People not only sold him drugs, they gave them to him. Richard Wesley, a screenwriter who worked with Rick, talks about an actor he refused to name who showed up at the Chateau Marmont in Los Angeles when Rick was staying there. “Rick was sick and exhausted and not at his best,” Wesley says. “He needed rest, but this guy showed up, and instead of saying, ‘Rick, How you doin’? What’s goin’ on?’ the first thing he did was bust out some cocaine for Rick to snort. That was the last thing Rick needed.” Wesley says that the next morning “Rick was worse than he’d been the night before.”

By 1985 Rick’s habit began nudging him toward death. Shortly before Reflections was released, a friend found him unconscious in his Buffalo home around midnight, and an ambulance rushed him to Erie County Medical Center to recover. Before Rick began producing his next album, his accountants and attorneys, alarmed at his now continuous drug usage, said they would resign unless he entered a rehab program. So in March 1985 Rick agreed to enter the drug dependence treatment unit at McLean Hospital in Belmont, Massachusetts, for treatment of his cocaine addiction.

According to court records introduced by Motown’s attorneys during that company’s later suit against him, Rick stated he had been “lackadaisical” and neglectful of his business “while high” during the months preceding his hospital admission. He said he felt responsible for various adverse events and believed these were “signs from God,” or forewarnings to change.

After the arrangements had been made with McLean, Johnson called Levi Ruffin to ask him and his wife, Jackie, to help get Rick there. When the Ruffins walked into Rick’s room, Ruffin said, “Rick was sick, with [imagined] bugs on his body, and he was scratching them. . . . Jackie saw him, and she cried.”

At the last minute, according to Ruffin, Rick decided he didn’t want to go. “Me and Jackie went in there and we drug his ass,” Ruffin said. “He was kicking and screaming like a little child, not wanting to go to the goddamn drug spot. We got him in the van, he finally calmed down, and we drove him there and we just prayed and hoped that when he came back he would be all right.”

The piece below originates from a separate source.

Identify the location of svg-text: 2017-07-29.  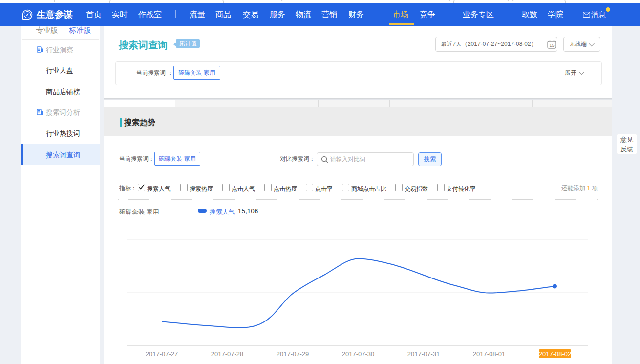
(293, 354).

Rick was never all right. He repeatedly returned to drugs after pledging fealty to clean living. On one occasion, after McLean, his staffers had arranged a showcase performance by the Mary Jane Girls for record company executives that unfortunately coincided with one of Rick’s many stays in the Betty Ford Center. Managers at the treatment facility allowed Rick to attend the performance provided two guards stayed with him to ensure he did no drinking or drugging. On the way to the show, Rick announced to the two busloads of staffers and performers that no one, including himself, would be allowed to ingest any drugs or drink any liquor at the nightclub where the performance was to take place. But an hour into the performance, Rick evaded the two guards and disappeared for the rest of the night. No one had any doubt about what he was doing.

His addiction to drugs would plague him until his death.